LEGO Serious Play – an AFOL’s perspective.
I recently had the opportunity to undertake a LEGO Serious Play workshop in an afternoon session. As a huge LEGO fan and a business owner, I thought it was about time I saw what it was all about.
I recently had the opportunity to undertake a LEGO Serious Play workshop in an afternoon session. As a huge LEGO fan and a business owner, I thought it was about time I saw what it was all about.
I came across LEGO Serious Play a while back, and it intrigued me. It would do, of course: it involves LEGO! Here is my view of LEGO Serious Play as an Adult Fan of LEGO (AFOL), and business owner.
Luckily for me, Design Network North, a network for creative and industrial designers in the North of England, offered an afternoon session with a LEGO Serious Play facilitator, and I snapped up the chance to go along.

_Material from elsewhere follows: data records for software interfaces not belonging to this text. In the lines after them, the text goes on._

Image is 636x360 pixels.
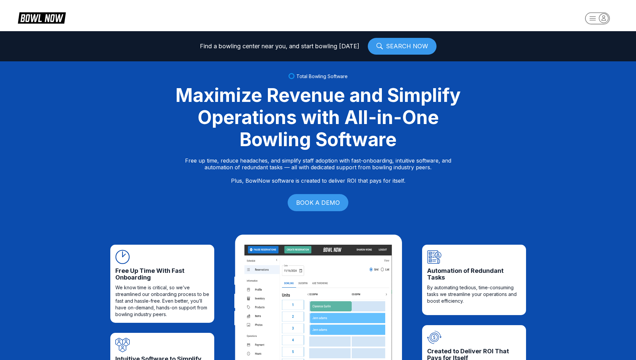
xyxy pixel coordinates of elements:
a: BOOK A DEMO [288,194,348,211]
span: Free Up Time With Fast Onboarding [115,268,209,281]
span: Automation of Redundant Tasks [427,268,521,281]
div: Maximize Revenue and Simplify Operations with All-in-One Bowling Software [167,84,469,151]
span: Find a bowling center near you, and start bowling [DATE] [200,43,360,50]
a: SEARCH NOW [368,38,437,55]
span: Total Bowling Software [296,73,348,79]
span: By automating tedious, time-consuming tasks we streamline your operations and boost efficiency. [427,284,521,305]
span: We know time is critical, so we’ve streamlined our onboarding process to be fast and hassle-free.... [115,284,209,318]
p: Free up time, reduce headaches, and simplify staff adoption with fast-onboarding, intuitive softw... [185,157,451,184]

LEGO Serious Play (LSP) is a tool and process designed by The LEGO Group to increase innovation and business performance. LEGO Serious Play is a series of exercises – some undertaken as individuals, some as groups – designed to help inform and review a particular situation within a business. It provides a democratic experience in which people should feel comfortable to discuss a given situation.
A really important concept behind the democracy of LSP is the way in which building a model creates a focal point to discuss. With LEGO Serious Play, you don’t talk to or about a person; you talk about their model.

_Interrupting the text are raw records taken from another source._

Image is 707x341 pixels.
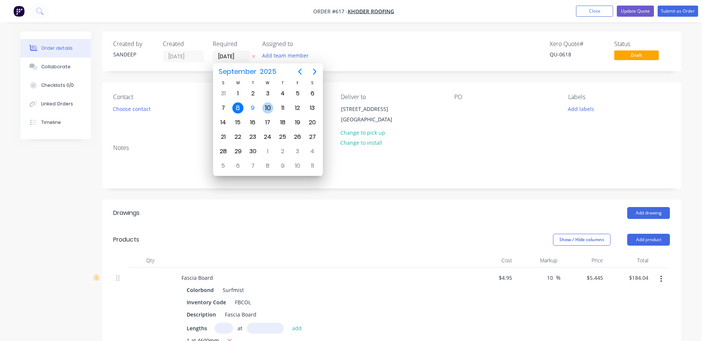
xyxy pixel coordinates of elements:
[176,272,219,283] div: Fascia Board
[213,40,253,48] div: Required
[556,274,560,282] span: %
[113,50,154,58] div: SANDEEP
[247,146,258,157] div: Tuesday, September 30, 2025
[262,102,274,114] div: Wednesday, September 10, 2025
[307,64,322,79] button: Next page
[20,76,91,95] button: Checklists 0/0
[163,40,204,48] div: Created
[606,253,652,268] div: Total
[113,94,215,101] div: Contact
[550,50,605,58] div: QU-0618
[292,117,303,128] div: Friday, September 19, 2025
[515,253,561,268] div: Markup
[277,160,288,171] div: Thursday, October 9, 2025
[113,40,154,48] div: Created by
[230,80,245,86] div: M
[307,146,318,157] div: Saturday, October 4, 2025
[247,131,258,143] div: Tuesday, September 23, 2025
[232,102,243,114] div: Monday, September 8, 2025
[262,146,273,157] div: Wednesday, October 1, 2025
[217,131,229,143] div: Sunday, September 21, 2025
[247,102,258,114] div: Today, Tuesday, September 9, 2025
[292,102,303,114] div: Friday, September 12, 2025
[564,104,598,114] button: Add labels
[277,117,288,128] div: Thursday, September 18, 2025
[262,88,273,99] div: Wednesday, September 3, 2025
[614,50,659,60] span: Draft
[307,160,318,171] div: Saturday, October 11, 2025
[292,131,303,143] div: Friday, September 26, 2025
[247,160,258,171] div: Tuesday, October 7, 2025
[576,6,613,17] button: Close
[217,102,229,114] div: Sunday, September 7, 2025
[232,297,254,308] div: FBCOL
[292,88,303,99] div: Friday, September 5, 2025
[214,65,281,78] button: September2025
[277,102,288,114] div: Thursday, September 11, 2025
[262,131,273,143] div: Wednesday, September 24, 2025
[217,117,229,128] div: Sunday, September 14, 2025
[187,285,217,295] div: Colorbond
[553,234,611,246] button: Show / Hide columns
[262,117,273,128] div: Wednesday, September 17, 2025
[232,160,243,171] div: Monday, October 6, 2025
[184,297,229,308] div: Inventory Code
[617,6,654,17] button: Update Quote
[41,63,71,70] div: Collaborate
[258,65,278,78] span: 2025
[247,117,258,128] div: Tuesday, September 16, 2025
[277,88,288,99] div: Thursday, September 4, 2025
[307,131,318,143] div: Saturday, September 27, 2025
[232,88,243,99] div: Monday, September 1, 2025
[217,160,229,171] div: Sunday, October 5, 2025
[454,94,556,101] div: PO
[13,6,24,17] img: Factory
[288,323,306,333] button: add
[568,94,670,101] div: Labels
[41,119,61,126] div: Timeline
[262,40,337,48] div: Assigned to
[550,40,605,48] div: Xero Quote #
[337,138,386,148] button: Change to install
[341,114,403,125] div: [GEOGRAPHIC_DATA]
[216,80,230,86] div: S
[341,94,442,101] div: Deliver to
[41,101,73,107] div: Linked Orders
[187,324,207,332] span: Lengths
[313,8,348,15] span: Order #617 -
[232,117,243,128] div: Monday, September 15, 2025
[232,131,243,143] div: Monday, September 22, 2025
[305,80,320,86] div: S
[220,285,244,295] div: Surfmist
[247,88,258,99] div: Tuesday, September 2, 2025
[258,50,313,60] button: Add team member
[627,207,670,219] button: Add drawing
[275,80,290,86] div: T
[41,45,73,52] div: Order details
[232,146,243,157] div: Monday, September 29, 2025
[348,8,394,15] a: Khoder roofing
[292,146,303,157] div: Friday, October 3, 2025
[113,209,140,217] div: Drawings
[277,146,288,157] div: Thursday, October 2, 2025
[20,39,91,58] button: Order details
[217,65,258,78] span: September
[292,64,307,79] button: Previous page
[307,102,318,114] div: Saturday, September 13, 2025
[290,80,305,86] div: F
[113,235,139,244] div: Products
[262,160,273,171] div: Wednesday, October 8, 2025
[128,253,173,268] div: Qty
[20,113,91,132] button: Timeline
[245,80,260,86] div: T
[184,309,219,320] div: Description
[307,117,318,128] div: Saturday, September 20, 2025
[222,309,259,320] div: Fascia Board
[627,234,670,246] button: Add product
[614,40,670,48] div: Status
[277,131,288,143] div: Thursday, September 25, 2025
[109,104,155,114] button: Choose contact
[20,95,91,113] button: Linked Orders
[238,324,242,332] span: at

The level of complexity in the tasks can be varied hugely, from use as a tool for personal development – what are my “superpowers”, what’s my unused, hidden, “superpower”, and what are the barriers preventing me from using that? – to insight in to how large teams collaborate.
I was shocked by how much I got out of LEGO Serious Play
I have to admit, I was very skeptical about the LEGO Serious Play workshop – I mainly signed up to play with LEGO for the afternoon, if I’m honest. I’ve attended a lot of facilitated events designed to provoke honest discussion about your business, or your personal goals, and, on the whole, they’ve been pretty poor. Many of them have felt like a colossal waste of my time.
I was shocked by how much I got out of LEGO Serious Play in just one afternoon; we did a mixture of both group and singular exercises, and the process our facilitator went through (based around the “superpower” examples above) highlighted some key areas for improvement within my own business. Using my LEGO models built to represent the constraints and barriers within specific areas of my business opened up some really interesting points from attendees on my table.
A lot of the attendees for the session were small business owners too, and everyone on my table (another 5 people) all felt they’d been able to see a problem in their business in a new light.
So, LEGO Serious Play isn’t just adults in suits playing with LEGO bricks: I can really see its potential as a tool to provoke discussion and improvement within businesses. Highly recommended, even for skeptics!
As a final note, there’s actually quite a bit of the LEGO Serious Play process available “open source” – see the LEGO Serious Play resource here. The facilitator proved very useful in keeping things on time, and nudging attendees in a new direction if thoughts were drying up – a worthwhile investment if you’re going to commit to the process, I would imagine.
Work with us. Bricks McGee Playground. Privacy. Legal. Website by Peacock Carter.